Did I love it enough?

The stepping into his living room from outside, wiping the already wet and leaf-sogged bottoms of my shoes on the small rectangle of cloth at his door. These Oregon trips are always waterlogged. A quick exchange of hellos with his Cherub-faced friend, another mother’s baby graduating from college this year, then the three of us go off to dinner, our route drawn by Google maps to a restaurant we have never been to.

“Are your synapses firing, Mom?”

He’s teasing me about a rant where I said I want to do new things and go new places because it makes our time feel longer (or so said some TV show that I told my family about, which he will not let me forget). Tomorrow we will leave his college town for a new adventure an hour away, two nights with our boy in a cottage on the McKenzie River. But did I love it enough, these familiar streets, his favorite sports bar, playing pool with his friends?

The next day, Christopher drives and I soak in the views from the passenger seat. The full rushing river. The steady rain. Forests of Douglas fir. Colors of fall, specifically northwest beautiful — more yellows than browns — so different than the desert beaches of our southern California autumn.
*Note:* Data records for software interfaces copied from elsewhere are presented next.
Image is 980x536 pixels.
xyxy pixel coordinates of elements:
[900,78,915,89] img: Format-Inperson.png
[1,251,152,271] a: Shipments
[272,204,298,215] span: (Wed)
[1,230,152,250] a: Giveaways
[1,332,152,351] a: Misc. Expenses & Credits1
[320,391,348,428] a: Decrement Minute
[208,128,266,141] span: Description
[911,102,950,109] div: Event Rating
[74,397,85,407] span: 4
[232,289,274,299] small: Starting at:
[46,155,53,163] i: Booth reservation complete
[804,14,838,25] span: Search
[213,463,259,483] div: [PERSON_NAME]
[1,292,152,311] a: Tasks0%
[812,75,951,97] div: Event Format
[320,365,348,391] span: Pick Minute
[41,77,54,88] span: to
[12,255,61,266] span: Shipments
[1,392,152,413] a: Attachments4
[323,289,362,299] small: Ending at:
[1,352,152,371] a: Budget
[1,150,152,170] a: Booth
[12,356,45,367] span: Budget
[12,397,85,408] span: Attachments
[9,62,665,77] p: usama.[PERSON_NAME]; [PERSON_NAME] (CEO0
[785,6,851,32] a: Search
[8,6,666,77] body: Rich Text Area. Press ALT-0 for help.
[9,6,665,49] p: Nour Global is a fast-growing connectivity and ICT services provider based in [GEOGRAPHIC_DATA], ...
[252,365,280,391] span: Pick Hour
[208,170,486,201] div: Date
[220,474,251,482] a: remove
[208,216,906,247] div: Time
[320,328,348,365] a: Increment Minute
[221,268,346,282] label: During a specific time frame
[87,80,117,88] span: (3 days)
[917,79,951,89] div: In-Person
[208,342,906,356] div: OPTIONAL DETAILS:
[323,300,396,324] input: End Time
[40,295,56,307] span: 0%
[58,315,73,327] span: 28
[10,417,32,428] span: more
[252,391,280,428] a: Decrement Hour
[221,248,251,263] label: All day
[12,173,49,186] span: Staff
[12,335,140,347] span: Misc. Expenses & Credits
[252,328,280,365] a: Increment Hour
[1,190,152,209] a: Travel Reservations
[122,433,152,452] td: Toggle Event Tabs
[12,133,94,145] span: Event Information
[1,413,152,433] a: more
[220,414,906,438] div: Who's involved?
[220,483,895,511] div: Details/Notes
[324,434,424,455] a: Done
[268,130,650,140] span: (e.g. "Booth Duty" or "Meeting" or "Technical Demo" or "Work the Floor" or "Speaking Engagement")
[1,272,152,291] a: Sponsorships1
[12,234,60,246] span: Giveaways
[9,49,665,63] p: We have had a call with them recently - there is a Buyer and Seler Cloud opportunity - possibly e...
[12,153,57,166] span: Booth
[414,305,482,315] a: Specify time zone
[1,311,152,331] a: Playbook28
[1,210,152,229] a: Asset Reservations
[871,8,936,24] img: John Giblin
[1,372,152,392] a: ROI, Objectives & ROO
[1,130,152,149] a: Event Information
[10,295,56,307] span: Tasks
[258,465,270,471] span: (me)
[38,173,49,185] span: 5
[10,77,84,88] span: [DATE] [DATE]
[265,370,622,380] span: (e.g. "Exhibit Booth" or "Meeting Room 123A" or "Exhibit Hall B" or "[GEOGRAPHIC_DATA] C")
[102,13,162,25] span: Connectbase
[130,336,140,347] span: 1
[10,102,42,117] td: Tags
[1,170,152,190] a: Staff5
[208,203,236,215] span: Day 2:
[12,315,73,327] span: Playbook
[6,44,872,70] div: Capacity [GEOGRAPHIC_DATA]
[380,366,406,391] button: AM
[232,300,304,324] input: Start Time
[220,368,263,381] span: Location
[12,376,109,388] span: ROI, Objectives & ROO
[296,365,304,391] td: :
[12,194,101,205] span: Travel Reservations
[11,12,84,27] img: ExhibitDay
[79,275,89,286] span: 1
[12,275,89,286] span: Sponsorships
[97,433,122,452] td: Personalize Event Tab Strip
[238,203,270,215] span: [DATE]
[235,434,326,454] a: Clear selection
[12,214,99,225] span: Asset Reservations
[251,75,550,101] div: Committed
Closer to our destination, the trees wear char marks from last season’s fires. Some are blackened halfway up, yet recover and yield to green at their tops. Others end in shards scraping middle sky. Oregon fires have become a season to themselves, prompting me to check my Weather App for air advisories. When the fires came again last month and my son’s town’s air filled with smoke, I asked if he needed an air purifier and N-95 masks.